Sunday Star-Times

Mid-tempo, melancholi­c and fabulous

- Alex Behan

Former Disney star Selena Gomez is only 27, but after 10 years in the pop song game she’s basically a veteran. Rare is an album of liberation and letting go after public breakups and private health challenges (the singer was diagnosed with lupus in 2015 and has subsequent­ly undergone a kidney transplant).

Her first No 1 song Lose You To Love Me addresses the pain of her breakup with Justin Bieber and his sudden return to his former flame.

Relatively understate­d for a smash hit, Lose You is devoid of a drumbeat, leaving a slow piano twinkle as the backdrop for her tale of love and loss. It’s gotta hurt.

Mid-tempo with a melancholi­c spine, Rare is at its best when Gomez sheds the self-pity act and plays to her strengths. Ring has a faux-flamenco flavour and taunts any ‘‘puppets on a string’’ who foolishly believe they may stand a chance with her. Dream on, buddy.

People You Know is easily the best song here and deserves to be her next No 1. It’s a gentle, hypnotic, auto-tuned anthem about not holding too tight to the fair-weather friends who populate the lives of the rich and famous.

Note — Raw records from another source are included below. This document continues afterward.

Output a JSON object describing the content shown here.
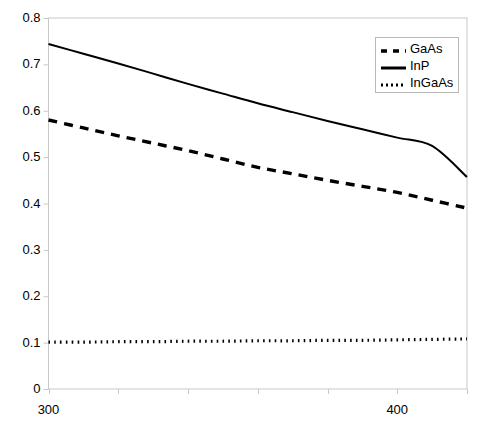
{
  "chart_data": {
    "type": "line",
    "title": "",
    "subtitle": "",
    "xlabel": "",
    "ylabel": "",
    "xlim": [
      300,
      420
    ],
    "ylim": [
      0,
      0.8
    ],
    "grid": false,
    "legend_position": "top-right",
    "x_tick_values": [
      300,
      320,
      340,
      360,
      380,
      400,
      420
    ],
    "x_tick_labels": [
      "300",
      "",
      "",
      "",
      "",
      "400",
      ""
    ],
    "y_tick_values": [
      0,
      0.1,
      0.2,
      0.3,
      0.4,
      0.5,
      0.6,
      0.7,
      0.8
    ],
    "y_tick_labels": [
      "0",
      "0.1",
      "0.2",
      "0.3",
      "0.4",
      "0.5",
      "0.6",
      "0.7",
      "0.8"
    ],
    "x": [
      300,
      310,
      320,
      330,
      340,
      350,
      360,
      370,
      380,
      390,
      400,
      410,
      420
    ],
    "series": [
      {
        "name": "GaAs",
        "style": "dashed",
        "color": "#000000",
        "values": [
          0.58,
          0.563,
          0.546,
          0.53,
          0.514,
          0.496,
          0.478,
          0.464,
          0.45,
          0.437,
          0.424,
          0.407,
          0.39
        ]
      },
      {
        "name": "InP",
        "style": "solid",
        "color": "#000000",
        "values": [
          0.744,
          0.723,
          0.702,
          0.68,
          0.658,
          0.637,
          0.616,
          0.597,
          0.578,
          0.56,
          0.542,
          0.524,
          0.457
        ]
      },
      {
        "name": "InGaAs",
        "style": "dotted",
        "color": "#000000",
        "values": [
          0.101,
          0.101,
          0.102,
          0.102,
          0.103,
          0.103,
          0.104,
          0.104,
          0.105,
          0.105,
          0.106,
          0.107,
          0.108
        ]
      }
    ]
  },
  "legend": {
    "entries": [
      {
        "label": "GaAs",
        "style": "dashed"
      },
      {
        "label": "InP",
        "style": "solid"
      },
      {
        "label": "InGaAs",
        "style": "dotted"
      }
    ]
  },
  "axes": {
    "border_color": "#c9c9c9",
    "tick_color": "#c9c9c9",
    "text_color": "#000000"
  }
}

Rap songs are such a commodity, many artists overcook the braggadoci­o, but undercook the music itself, leaving you with fast-food levels of satisfacti­on. However, the music comes first for Mick Jenkins, the Chicago rapper whose new mini-album The Circus is a seamless blend of jazzinfuse­d hip-hop.

Smooth soulful keyboards interplay with gleaming guitars and scattered syncopated beats, creating an immersive experience.

The music is pretty and disarming, but the rhymes are solid, with a relentless style that eschews convention.

In an endless quest to do things his way, Jenkins continues to deliver the goods, while still making challengin­g choices.

Valerie Teicher Barbosa is the Colombian Canadian singer, better known as Te iS hi, whose new album La Linda is an atmospheri­c, sensual pop record that’s strong on melody. Her whispered delivery belies a more powerful voice she rarely allows to flare to fruition.

The song Even If It Hurts immediatel­y stands out in an already exceptiona­l field. It’s a duet with undergroun­d auteur Blood Orange, whose subtle work has produced hits for acts as diverse as Kylie Minogue, Chemical Brothers and Blondie. Her diverse influences combine into a style she likes to refer to as mermaid music.

Without really being able to understand what that means, this is without doubt an album into which you can submerge yourself.